We often hear that being a product manager for B2B products is an entirely different role from product management in a B2C environment. But that isn’t always the case. One of the most common myths about the difference between B2B vs B2C product management is that when you’re developing products for businesses, you have to always satisfy multiple personas across the organization; when designing for consumers, on the other hand, you need only to create a value proposition for a single, end-user persona. This isn’t always true. Here are a couple of other reasons we believe that being a product manager and designing products for any type of market — B2B, B2C, and even B2G — will, for the most part, require the same priorities, knowledge, and skills.
Business Model
A major distinction between B2C and B2B products is the business model.
In B2C… revenue is generated from thousands of customers making millions of small transactions. Whether it be subscription, purchases, or micro-transactions, this is how the business makes money. Even a business with whales — where a small cohort of customers generates a majority of the product’s revenue — still needs to rely on creating a great experience for everyone (more on this in a moment)
In B2B… revenue is generated from a small handful of large enterprise contracts. These can be 6+ figure annual contracts. Having significantly fewer customers completely changes the dynamics for product.
The Sales Funnel
In B2C, most companies will use marketing to generate as many impressions and initial conversions as possible, and it is up to Product & Design to funnel these new users down to paid conversions and keep them around. B2C Products can get thousands of hits a day, keeping the funnel fully stocked (and ideally growing) at all times.
In B2B, large meaningful contracts take a long time to develop. People may impulsively buy a $20 T-Shirt online from a B2C store; no company is impulsively signing a $250K annual contract for BI software. The typical enterprise sales cycle is 6–12 months (and from my experience 6–8months is insanely fast). This means it is up to Sales to nurture these contracts and bring them to the finish line. Product plays a fundamental role in this process by providing (at a minimum):
- A Sales Deck with screenshots
- An internal-only sales enablement deck with more technical slides and pricing
- One pager and blog posts/whitepapers (if available)
- General advice and support for Salespeople on technical inner workings of product
- 1–3 year (tentative) Product Roadmap so they can evangelize a long-term relationship with customer
Ride alongs to Enterprise sales calls somewhat mimics B2C ethnographic interviews, but from my experience Enterprise sales calls provide significantly more signal & insight into product needs than B2C calls; most likely because enterprise lacks the quantitative data a B2C sales funnel can create.
Customer Problems
At its core, Product Management is about solving Customer Problems. Good PMs can quickly figure out who they are building for and why.
But for B2B, this becomes a little more complicated because Enterprise Users are typically not Enterprise Customers.
For B2C products, like a mobile app, your users are also your customers, since the people playing the same on their phone (users) also bought the app themselves (customers).
But B2B products, like BI software, would have employees who use it every day (users) and their boss who paid for it (customer). Their boss may never touch the software, they just need a product to help their team achieve their goals.
Similar to B2C customers, B2B customers also require simple, flexible and fast processes. In that case, have a look at Grit Global. A Magento B2B platform that offers you multiple channels, flexibility in creating customizing catalogs, prices as well as Comprehensive Inventory Management Features. All kinds of features in one but still guarantee fast speed and simplicity. You will not have to worry and do tasks on your own with this genius invention.
Conclusion
In the end, the nuances of B2B vs B2C are trumped by the fundamental product management skills. If you are an exquisite interviewer, have strong feature prioritization skills, and deep industry and product knowledge, then the differences between the two markets will all but disappear. But it is still crucial to adapt your tried-and-true B2C framework to B2B, so as not to miss the points mentioned above.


In the listing beneath this line, copy exactly the lines starting with the one containing "Enumerate the UI" and going on through the one containing "Find all labels, buttons, inputs, and".
────────────────────
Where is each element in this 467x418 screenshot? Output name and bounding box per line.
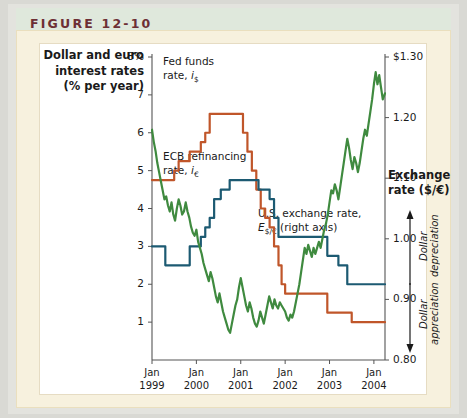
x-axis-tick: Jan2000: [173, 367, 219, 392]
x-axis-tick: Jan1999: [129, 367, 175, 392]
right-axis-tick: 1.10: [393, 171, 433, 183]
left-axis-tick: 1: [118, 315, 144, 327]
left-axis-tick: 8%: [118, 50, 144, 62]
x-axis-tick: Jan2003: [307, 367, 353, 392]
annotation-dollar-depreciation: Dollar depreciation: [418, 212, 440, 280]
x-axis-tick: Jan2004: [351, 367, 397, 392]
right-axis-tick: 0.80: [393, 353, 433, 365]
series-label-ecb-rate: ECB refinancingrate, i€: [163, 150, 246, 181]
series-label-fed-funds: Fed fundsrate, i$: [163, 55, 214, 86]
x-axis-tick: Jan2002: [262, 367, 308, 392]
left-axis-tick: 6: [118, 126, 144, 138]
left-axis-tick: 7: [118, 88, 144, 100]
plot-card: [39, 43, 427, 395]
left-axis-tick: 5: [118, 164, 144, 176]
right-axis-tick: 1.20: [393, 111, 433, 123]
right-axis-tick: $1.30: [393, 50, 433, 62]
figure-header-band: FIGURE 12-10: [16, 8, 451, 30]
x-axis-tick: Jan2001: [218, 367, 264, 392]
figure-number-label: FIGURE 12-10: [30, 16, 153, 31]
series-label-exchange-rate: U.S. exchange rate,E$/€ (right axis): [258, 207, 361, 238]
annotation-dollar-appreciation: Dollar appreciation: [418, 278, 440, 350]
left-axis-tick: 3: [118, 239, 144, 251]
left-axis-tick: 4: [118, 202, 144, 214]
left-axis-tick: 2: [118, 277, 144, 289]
────────────────────
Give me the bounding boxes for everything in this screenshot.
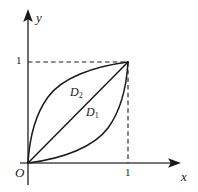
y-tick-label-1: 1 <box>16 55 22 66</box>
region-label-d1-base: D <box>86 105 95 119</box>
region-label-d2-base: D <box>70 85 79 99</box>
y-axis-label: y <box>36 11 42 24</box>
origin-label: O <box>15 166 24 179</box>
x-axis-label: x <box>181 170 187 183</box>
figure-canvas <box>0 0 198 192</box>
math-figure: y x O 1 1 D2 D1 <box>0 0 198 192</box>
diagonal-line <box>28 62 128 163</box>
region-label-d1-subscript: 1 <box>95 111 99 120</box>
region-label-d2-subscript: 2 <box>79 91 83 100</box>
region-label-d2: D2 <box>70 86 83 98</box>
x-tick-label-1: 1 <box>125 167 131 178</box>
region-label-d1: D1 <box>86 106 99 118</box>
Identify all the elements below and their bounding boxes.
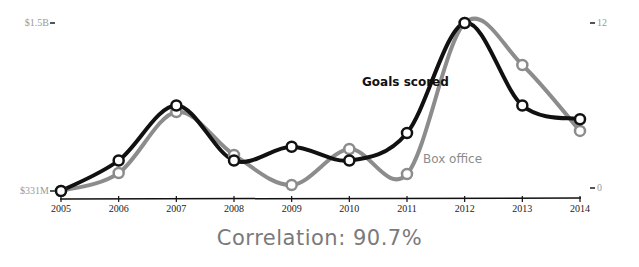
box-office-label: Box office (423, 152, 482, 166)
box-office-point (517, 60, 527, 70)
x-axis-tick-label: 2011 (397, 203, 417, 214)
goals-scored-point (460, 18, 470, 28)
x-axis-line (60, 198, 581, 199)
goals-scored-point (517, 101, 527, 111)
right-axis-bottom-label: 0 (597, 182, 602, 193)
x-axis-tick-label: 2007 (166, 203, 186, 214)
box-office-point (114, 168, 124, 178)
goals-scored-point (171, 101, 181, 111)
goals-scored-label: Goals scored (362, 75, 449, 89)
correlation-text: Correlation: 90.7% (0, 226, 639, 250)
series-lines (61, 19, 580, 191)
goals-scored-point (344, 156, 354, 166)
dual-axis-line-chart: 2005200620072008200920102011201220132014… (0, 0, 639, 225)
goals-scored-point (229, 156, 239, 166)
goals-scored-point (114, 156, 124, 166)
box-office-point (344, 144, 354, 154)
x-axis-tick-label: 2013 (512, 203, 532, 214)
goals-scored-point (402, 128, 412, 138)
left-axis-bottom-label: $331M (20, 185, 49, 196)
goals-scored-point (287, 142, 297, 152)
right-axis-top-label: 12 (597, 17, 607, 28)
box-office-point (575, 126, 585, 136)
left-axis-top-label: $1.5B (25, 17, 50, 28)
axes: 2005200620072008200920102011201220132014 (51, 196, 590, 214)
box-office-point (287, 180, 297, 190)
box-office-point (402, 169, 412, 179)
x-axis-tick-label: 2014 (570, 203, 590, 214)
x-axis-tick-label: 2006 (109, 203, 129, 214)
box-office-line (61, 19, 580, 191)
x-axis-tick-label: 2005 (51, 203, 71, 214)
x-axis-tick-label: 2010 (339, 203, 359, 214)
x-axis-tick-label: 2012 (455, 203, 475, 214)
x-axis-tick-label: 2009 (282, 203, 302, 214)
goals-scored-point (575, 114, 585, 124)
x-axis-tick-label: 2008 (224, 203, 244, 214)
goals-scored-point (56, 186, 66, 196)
────────────────────
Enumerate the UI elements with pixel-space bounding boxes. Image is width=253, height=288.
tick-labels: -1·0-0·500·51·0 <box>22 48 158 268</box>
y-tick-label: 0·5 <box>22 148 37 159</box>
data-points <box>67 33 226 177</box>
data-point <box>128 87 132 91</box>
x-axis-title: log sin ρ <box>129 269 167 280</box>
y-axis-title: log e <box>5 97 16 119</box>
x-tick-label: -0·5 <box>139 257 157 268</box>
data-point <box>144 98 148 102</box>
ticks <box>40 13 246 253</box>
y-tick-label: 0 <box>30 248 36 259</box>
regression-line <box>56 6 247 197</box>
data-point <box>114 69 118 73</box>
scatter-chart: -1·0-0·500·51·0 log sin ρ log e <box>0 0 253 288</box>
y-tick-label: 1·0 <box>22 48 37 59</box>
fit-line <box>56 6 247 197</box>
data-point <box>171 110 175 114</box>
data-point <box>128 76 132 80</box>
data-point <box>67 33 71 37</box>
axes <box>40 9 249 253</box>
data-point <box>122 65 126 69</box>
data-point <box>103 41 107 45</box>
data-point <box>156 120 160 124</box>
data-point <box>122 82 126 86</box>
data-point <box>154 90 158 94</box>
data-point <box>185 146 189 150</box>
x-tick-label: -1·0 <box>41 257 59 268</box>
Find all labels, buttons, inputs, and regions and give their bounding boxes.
────────────────────
• **Solution for this problem**:
Enumerate the UI elements with pixel-space bounding boxes. Image is width=253, height=288.
tick-labels: -1·0-0·500·51·0 <box>22 48 158 268</box>
y-tick-label: 0·5 <box>22 148 37 159</box>
data-points <box>67 33 226 177</box>
data-point <box>128 87 132 91</box>
x-axis-title: log sin ρ <box>129 269 167 280</box>
y-axis-title: log e <box>5 97 16 119</box>
x-tick-label: -0·5 <box>139 257 157 268</box>
data-point <box>144 98 148 102</box>
ticks <box>40 13 246 253</box>
y-tick-label: 0 <box>30 248 36 259</box>
regression-line <box>56 6 247 197</box>
data-point <box>114 69 118 73</box>
scatter-chart: -1·0-0·500·51·0 log sin ρ log e <box>0 0 253 288</box>
y-tick-label: 1·0 <box>22 48 37 59</box>
fit-line <box>56 6 247 197</box>
data-point <box>171 110 175 114</box>
data-point <box>128 76 132 80</box>
data-point <box>67 33 71 37</box>
axes <box>40 9 249 253</box>
data-point <box>122 65 126 69</box>
data-point <box>103 41 107 45</box>
data-point <box>156 120 160 124</box>
data-point <box>122 82 126 86</box>
data-point <box>154 90 158 94</box>
data-point <box>185 146 189 150</box>
x-tick-label: -1·0 <box>41 257 59 268</box>
Find all labels, buttons, inputs, and regions and give their bounding boxes.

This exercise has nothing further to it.